Have you given much thought to how much time it takes for someone to understand how your business works, the way you want them to deal with everyday tasks, and how you expect them to cope with exceptions?
The fact is that most organisations do a really bad job of induction. New staff are thrown in the deep end and are expected to cope. No wonder we spend so much time looking over the shoulders of new staff and checking up on them. If you wanted an excuse for micro-management, this is a great start.
Now consider what it must be like for the business that is growing at 20% or 40% a year. Not only are they in a constant round of interviews and selections, but they also have to replace those people who leave. Hard won knowledge of the business walks out the door and novices walk in – what a disaster.
The business owner is pedalling fast just to cope with the changes to their oganisation as it grows; new customers, new products, new distribution channels, upgrading systems and processes and finding the finance to fuel the engine. It doesn’t leave a lot of time to be checking up on all the new people.
Of course, you would hope that good performance setting and monitoring systems are in place. Staff will have well thought-out job descriptions, so that you do know basically what they are up to, but even so, you are creating new types of positions as you grow, so that alone is a never-ending demand on your time.
But there is only so much you can document. There are always going to be exceptions and someone has to deal with them. If the person at the coal face isn’t able to do so, it is simply going to use up a supervisor’s time or the time of the old hands. What if you could empower staff to make more of these exceptional decisions; wouldn’t your business be more productive?
While this may seem simplistic, the answer lies in ensuring that there are strong values in the organisation. If the business has a culture that is well embedded in its day-to-day activities, many decisions can be made based on those values.
Thus if “the customer is always right”, or “quality in everything we do” are the norms of behaviour, and you indicate that decisions made on that basis are encouraged and supported by management, many day-to-day decisions will look after themselves. It is only the unusual problem that has to be referred upwards.
Effective organisations drive growth by being productive. If you need to have multiple people making every decision, you are seriously inhibiting your productivity. By pushing down decision making through the use of well defined and supported values, you are not only empowering staff and making their working time more meaningful, you are supporting growth.
New staff need to be inducted into the way they undertake their tasks, but also need to know how to cope with problems, issues and events that are not documented and that require a choice of solutions.
When they have a thorough understanding of the corporate values, many of those choices are very clear to them and they can proceed to make a decision with the knowledge that they will make the right choice for the organisation.
Tom McKaskill is a successful global serial entrepreneur, educator and author who is a world acknowledged authority on exit strategies and the former Richard Pratt Professor of Entrepreneurship, Australian Graduate School of Entrepreneurship, Swinburne University of Technology, Melbourne, Australia.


DESCRIPTION OF THE TASK: Where a line of the material includes the string "page", copy that line.

RECORDS TO PROCESS:
◇ ◇ ◇
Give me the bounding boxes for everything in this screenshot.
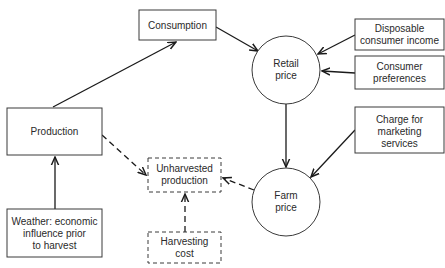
node-weather-label-3: to harvest xyxy=(33,240,77,251)
node-unharvested-production: Unharvested production xyxy=(148,158,221,192)
node-consumer-preferences-label-2: preferences xyxy=(373,73,426,84)
node-retail-price-label-2: price xyxy=(275,70,297,81)
edge-preferences-to-retail-price xyxy=(322,71,355,73)
edge-consumption-to-retail-price xyxy=(216,27,258,51)
node-weather-label-2: influence prior xyxy=(23,228,86,239)
node-marketing-charge-label-2: marketing xyxy=(378,126,422,137)
node-retail-price: Retail price xyxy=(252,36,320,104)
node-farm-price-label-1: Farm xyxy=(274,190,297,201)
node-retail-price-label-1: Retail xyxy=(273,58,299,69)
node-disposable-income-label-2: consumer income xyxy=(360,35,439,46)
node-disposable-income: Disposable consumer income xyxy=(355,19,444,50)
node-marketing-charge-label-1: Charge for xyxy=(376,114,424,125)
edge-disposable-income-to-retail-price xyxy=(318,35,355,54)
price-flow-diagram: Consumption Retail price Disposable cons… xyxy=(0,0,445,268)
node-farm-price-label-2: price xyxy=(275,202,297,213)
node-farm-price: Farm price xyxy=(252,168,320,236)
node-weather: Weather: economic influence prior to har… xyxy=(7,209,102,257)
node-marketing-charge: Charge for marketing services xyxy=(355,107,444,153)
node-harvesting-cost-label-2: cost xyxy=(175,248,194,259)
edge-production-to-unharvested xyxy=(102,135,146,175)
node-consumer-preferences: Consumer preferences xyxy=(355,56,444,89)
node-harvesting-cost-label-1: Harvesting xyxy=(161,236,209,247)
edge-marketing-charge-to-farm-price xyxy=(311,130,355,177)
node-marketing-charge-label-3: services xyxy=(381,138,418,149)
node-unharvested-production-label-2: production xyxy=(161,175,208,186)
node-disposable-income-label-1: Disposable xyxy=(375,23,425,34)
node-production: Production xyxy=(7,108,102,155)
edge-production-to-consumption xyxy=(53,42,176,107)
node-consumption-label: Consumption xyxy=(148,20,207,31)
node-consumer-preferences-label-1: Consumer xyxy=(376,61,423,72)
node-production-label: Production xyxy=(31,126,79,137)
edge-farm-price-to-unharvested xyxy=(223,178,254,190)
node-harvesting-cost: Harvesting cost xyxy=(148,232,221,263)
node-consumption: Consumption xyxy=(139,10,216,40)
node-unharvested-production-label-1: Unharvested xyxy=(156,163,213,174)
node-weather-label-1: Weather: economic xyxy=(12,216,98,227)
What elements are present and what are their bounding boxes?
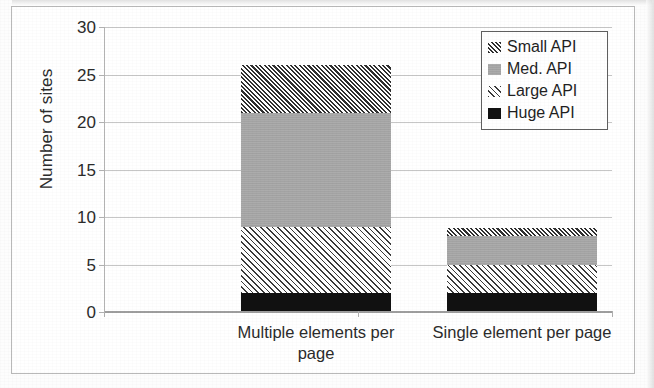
sparse-hatch-icon [488,86,501,97]
x-axis-label-line: Single element per page [396,322,648,343]
gray-fill-icon [488,64,501,75]
bar-segment-med-api [447,236,597,265]
dense-hatch-icon [488,42,501,53]
y-axis-tick [99,75,105,76]
bar-segment-small-api [241,65,391,113]
y-axis-title-container: Number of sites [14,27,48,312]
y-axis-tick-label: 0 [87,304,96,321]
bar-segment-med-api [241,113,391,227]
y-axis-tick [99,312,105,313]
legend-item-label: Small API [507,39,576,55]
gridline [104,27,612,28]
chart-figure: Number of sites 051015202530 Multiple el… [0,0,654,388]
bar-segment-huge-api [241,293,391,312]
legend-item-label: Med. API [507,61,572,77]
x-axis-tick [612,311,613,317]
chart-legend: Small APIMed. APILarge APIHuge API [481,31,608,130]
x-axis-tick [358,311,359,317]
y-axis-tick [99,217,105,218]
bar-segment-small-api [447,228,597,236]
x-axis-label-line: page [198,343,434,364]
y-axis-tick-label: 10 [77,209,96,226]
legend-item: Small API [488,36,601,58]
legend-item: Huge API [488,102,601,124]
y-axis-tick-label: 20 [77,114,96,131]
y-axis-tick-labels: 051015202530 [58,27,96,312]
legend-item-label: Huge API [507,105,575,121]
legend-item: Med. API [488,58,601,80]
stacked-bar [241,65,391,312]
x-axis-category-label: Single element per page [396,322,648,343]
y-axis-tick-label: 25 [77,67,96,84]
y-axis-tick [99,265,105,266]
y-axis-tick [99,122,105,123]
stacked-bar [447,228,597,312]
bar-segment-huge-api [447,293,597,312]
y-axis-tick [99,27,105,28]
y-axis-title: Number of sites [37,24,57,234]
bar-segment-large-api [241,227,391,294]
bar-segment-large-api [447,265,597,294]
black-fill-icon [488,108,501,119]
y-axis-tick-label: 15 [77,162,96,179]
legend-item-label: Large API [507,83,577,99]
legend-item: Large API [488,80,601,102]
y-axis-tick-label: 30 [77,19,96,36]
y-axis-tick [99,170,105,171]
y-axis-tick-label: 5 [87,257,96,274]
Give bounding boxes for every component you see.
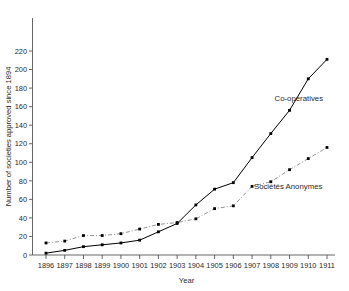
data-point-marker [82,245,85,248]
x-axis-title: Year [179,276,195,285]
societes-anonymes-series-label: Sociétés Anonymes [254,182,323,191]
data-point-marker [194,204,197,207]
data-point-marker [326,146,329,149]
y-axis-title: Number of societies approved since 1894 [4,67,13,207]
y-tick-label: 100 [15,158,27,167]
x-tick-label: 1905 [206,261,222,270]
y-tick-label: 140 [15,121,27,130]
data-point-marker [326,58,329,61]
data-point-marker [120,232,123,235]
data-point-marker [45,252,48,255]
data-point-marker [101,243,104,246]
y-tick-label: 40 [19,214,27,223]
x-tick-label: 1910 [300,261,316,270]
x-tick-label: 1908 [263,261,279,270]
data-point-marker [63,249,66,252]
data-point-marker [157,230,160,233]
x-tick-label: 1898 [75,261,91,270]
x-tick-label: 1909 [281,261,297,270]
y-tick-label: 60 [19,195,27,204]
x-tick-label: 1907 [244,261,260,270]
x-tick-label: 1902 [150,261,166,270]
data-point-marker [138,239,141,242]
series-line-societes-anonymes [46,147,327,243]
data-point-marker [101,234,104,237]
data-point-marker [138,228,141,231]
data-point-marker [82,234,85,237]
x-tick-label: 1897 [57,261,73,270]
series-line-co-operatives [46,59,327,253]
x-tick-label: 1903 [169,261,185,270]
y-tick-label: 80 [19,177,27,186]
y-tick-label: 120 [15,139,27,148]
x-tick-label: 1911 [319,261,335,270]
chart-canvas: 0204060801001201401601802002201896189718… [0,0,349,291]
data-point-marker [307,157,310,160]
y-tick-label: 0 [23,251,27,260]
data-point-marker [307,77,310,80]
data-point-marker [176,221,179,224]
data-point-marker [63,240,66,243]
data-point-marker [213,207,216,210]
data-point-marker [269,132,272,135]
x-tick-label: 1896 [38,261,54,270]
data-point-marker [288,168,291,171]
x-tick-label: 1906 [225,261,241,270]
data-point-marker [251,156,254,159]
data-point-marker [194,217,197,220]
data-point-marker [45,242,48,245]
data-point-marker [120,242,123,245]
y-tick-label: 160 [15,102,27,111]
y-tick-label: 180 [15,84,27,93]
y-tick-label: 220 [15,47,27,56]
chart-figure: 0204060801001201401601802002201896189718… [0,0,349,291]
data-point-marker [213,188,216,191]
x-tick-label: 1899 [94,261,110,270]
data-point-marker [232,204,235,207]
x-tick-label: 1904 [188,261,204,270]
data-point-marker [157,223,160,226]
y-tick-label: 20 [19,232,27,241]
data-point-marker [232,181,235,184]
x-tick-label: 1900 [113,261,129,270]
y-tick-label: 200 [15,65,27,74]
data-point-marker [288,109,291,112]
x-tick-label: 1901 [131,261,147,270]
co-operatives-series-label: Co-operatives [275,94,324,103]
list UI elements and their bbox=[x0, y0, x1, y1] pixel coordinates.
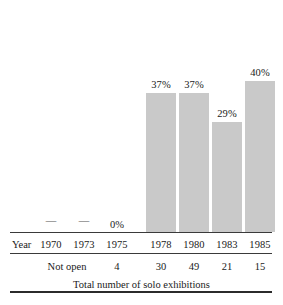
bar-chart-figure: — — 0% 37% 37% 29% 40% bbox=[0, 0, 283, 305]
bar-value-label-1978: 37% bbox=[151, 80, 171, 91]
plot-area: — — 0% 37% 37% 29% 40% bbox=[0, 0, 283, 232]
bar-value-label-1985: 40% bbox=[250, 68, 270, 79]
year-cell-1980: 1980 bbox=[183, 238, 204, 249]
table-row-caption: Total number of solo exhibitions bbox=[0, 273, 283, 294]
bar-column-1970: — bbox=[36, 0, 66, 232]
bar-column-1985: 40% bbox=[245, 0, 275, 232]
year-cell-1973: 1973 bbox=[73, 238, 94, 249]
count-cell-1978: 30 bbox=[156, 260, 167, 271]
bar-rect-1983 bbox=[212, 122, 242, 232]
count-cell-1975: 4 bbox=[114, 260, 119, 271]
year-cell-1970: 1970 bbox=[40, 238, 61, 249]
count-cell-not-open: Not open bbox=[48, 260, 87, 271]
bar-rect-1978 bbox=[146, 93, 176, 232]
bar-value-label-1980: 37% bbox=[184, 80, 204, 91]
bar-column-1983: 29% bbox=[212, 0, 242, 232]
bar-column-1975: 0% bbox=[102, 0, 132, 232]
bar-column-1978: 37% bbox=[146, 0, 176, 232]
year-cell-1985: 1985 bbox=[249, 238, 270, 249]
bar-rect-1985 bbox=[245, 81, 275, 232]
table-row-header-year: Year bbox=[12, 238, 31, 249]
table-row-year: Year 1970 1973 1975 1978 1980 1983 1985 bbox=[0, 233, 283, 254]
bar-value-label-1973: — bbox=[79, 216, 90, 227]
year-cell-1983: 1983 bbox=[216, 238, 237, 249]
year-cell-1978: 1978 bbox=[150, 238, 171, 249]
count-cell-1985: 15 bbox=[255, 260, 266, 271]
count-cell-1983: 21 bbox=[222, 260, 233, 271]
bar-value-label-1970: — bbox=[46, 216, 57, 227]
bar-rect-1980 bbox=[179, 93, 209, 232]
bar-column-1973: — bbox=[69, 0, 99, 232]
bar-column-1980: 37% bbox=[179, 0, 209, 232]
bar-value-label-1983: 29% bbox=[217, 109, 237, 120]
year-cell-1975: 1975 bbox=[106, 238, 127, 249]
data-table: Year 1970 1973 1975 1978 1980 1983 1985 … bbox=[0, 232, 283, 305]
axis-caption: Total number of solo exhibitions bbox=[0, 278, 283, 289]
bar-value-label-1975: 0% bbox=[110, 220, 124, 231]
count-cell-1980: 49 bbox=[189, 260, 200, 271]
◇ ◇ ◇
RESPONSE AREA:
x-axis-label-line: Single element per page [396,322,648,343]
x-axis-label-line: page [198,343,434,364]
x-axis-category-label: Single element per page [396,322,648,343]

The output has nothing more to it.